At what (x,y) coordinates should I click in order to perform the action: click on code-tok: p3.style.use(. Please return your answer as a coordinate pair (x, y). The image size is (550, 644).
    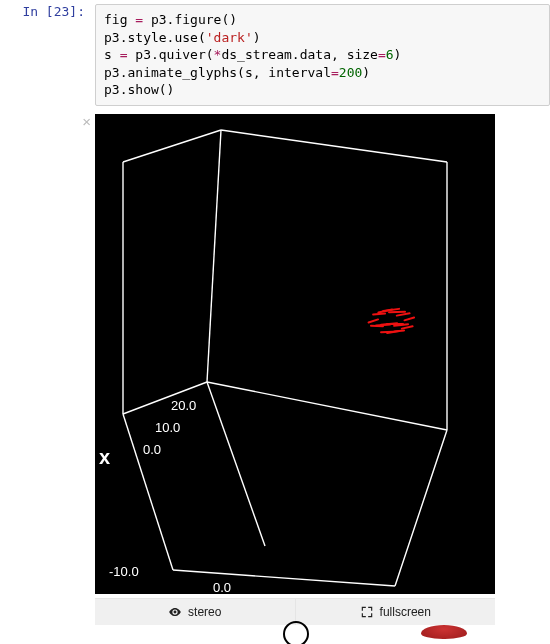
    Looking at the image, I should click on (155, 38).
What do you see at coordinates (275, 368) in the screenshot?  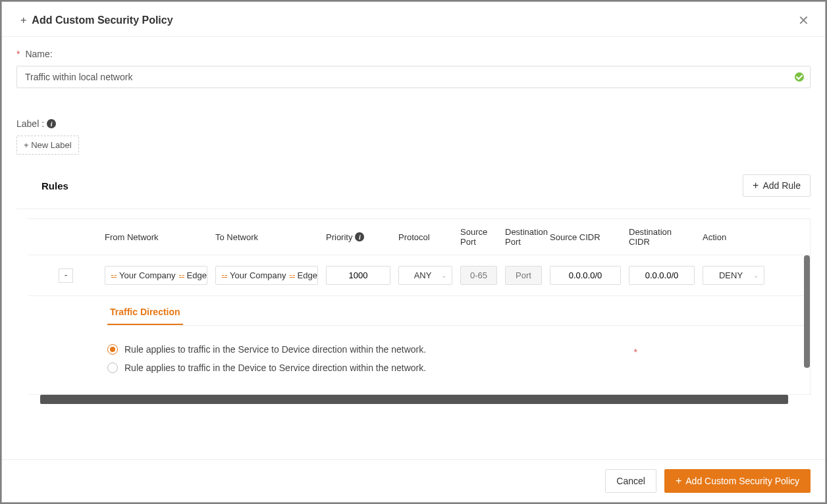 I see `radio-label: Rule applies to traffic in the Device to…` at bounding box center [275, 368].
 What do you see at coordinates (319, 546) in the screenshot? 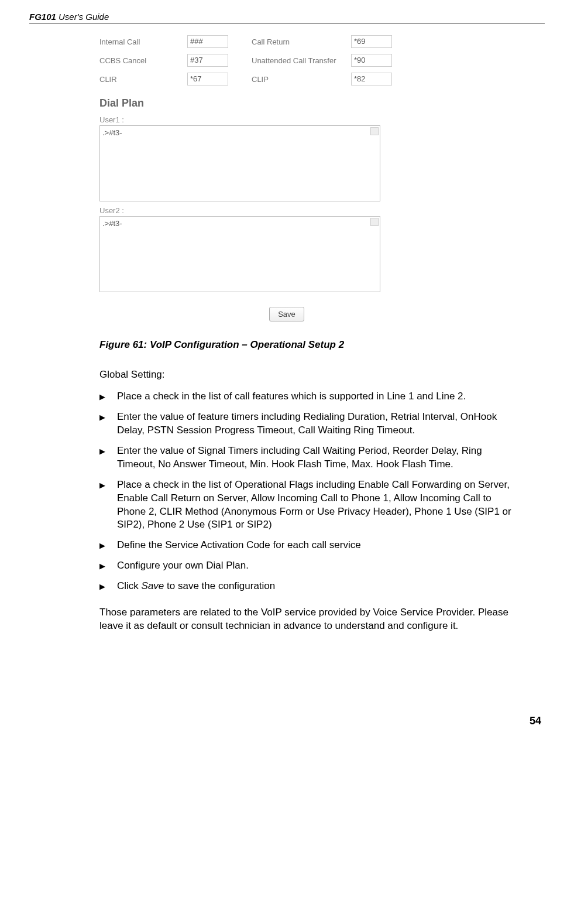
I see `bullet-text: Define the Service Activation Code for e…` at bounding box center [319, 546].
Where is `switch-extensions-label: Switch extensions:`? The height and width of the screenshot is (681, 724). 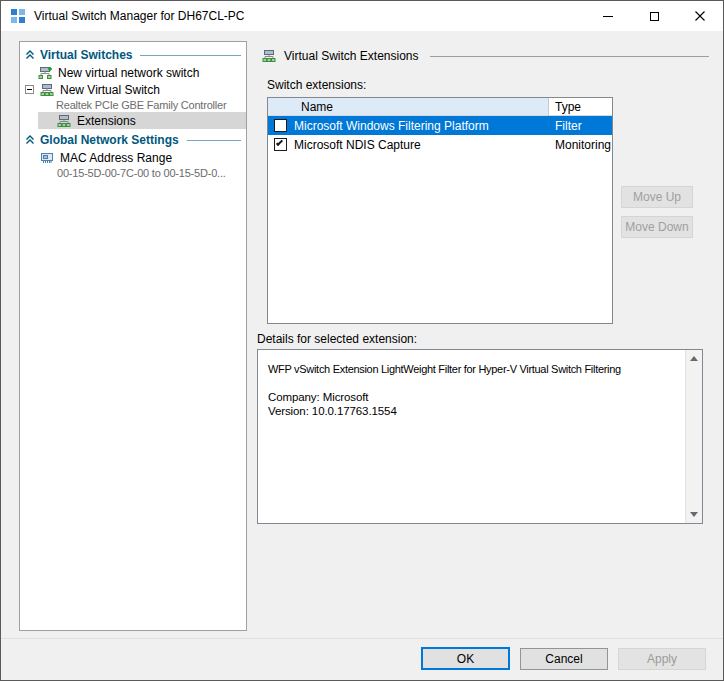
switch-extensions-label: Switch extensions: is located at coordinates (316, 85).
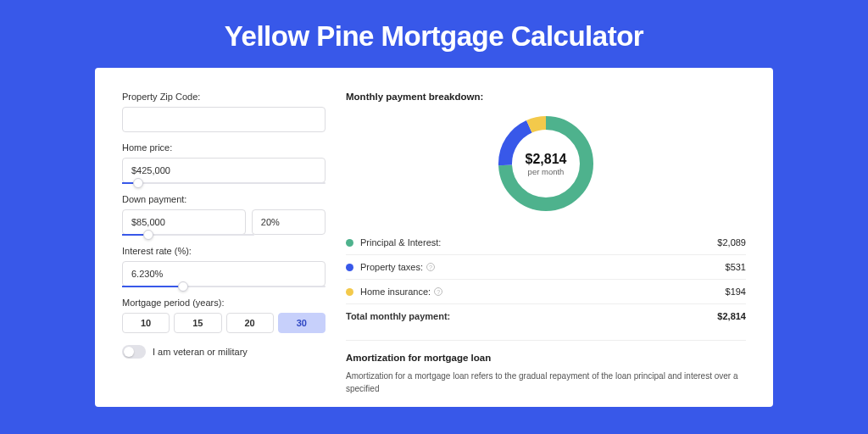  Describe the element at coordinates (546, 97) in the screenshot. I see `breakdown-title: Monthly payment breakdown:` at that location.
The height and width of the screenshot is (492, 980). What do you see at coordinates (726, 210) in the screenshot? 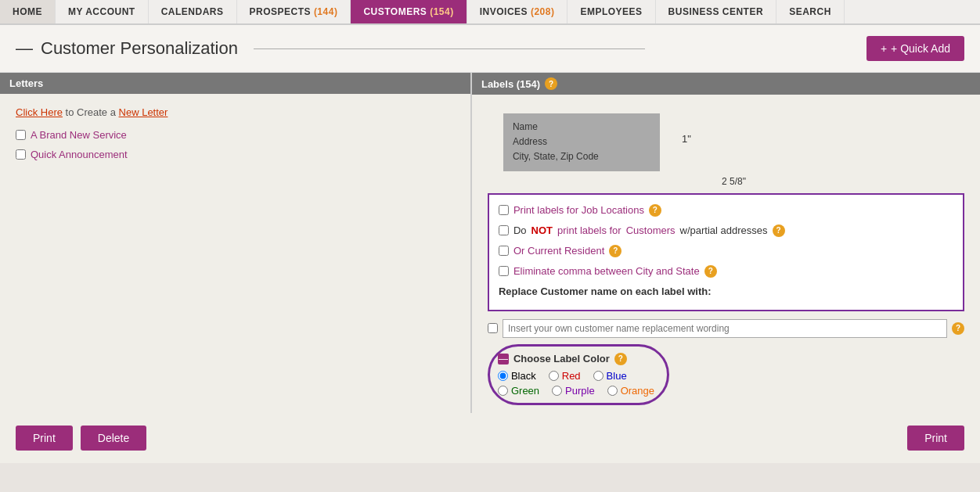
I see `option-row-1: Print labels for Job Locations ?` at bounding box center [726, 210].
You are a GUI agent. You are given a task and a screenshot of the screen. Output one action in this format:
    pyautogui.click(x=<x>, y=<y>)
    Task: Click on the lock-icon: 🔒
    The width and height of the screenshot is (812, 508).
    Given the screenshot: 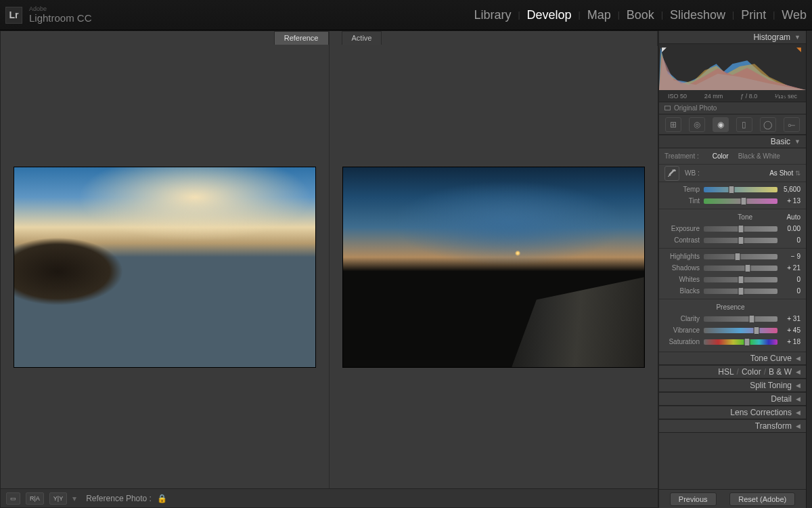 What is the action you would take?
    pyautogui.click(x=162, y=499)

++++

**WORK TASK**
Reproduce, word for word and in full, only the lines above that start at the line with "You are a GUI" and run through the line with "The width and", both ends included.

**THE COMPLETED TASK**
You are a GUI agent. You are given a task and a screenshot of the screen. Output one action in this format:
    pyautogui.click(x=<x>, y=<y>)
    Task: Click on the lock-icon: 🔒
    The width and height of the screenshot is (812, 508).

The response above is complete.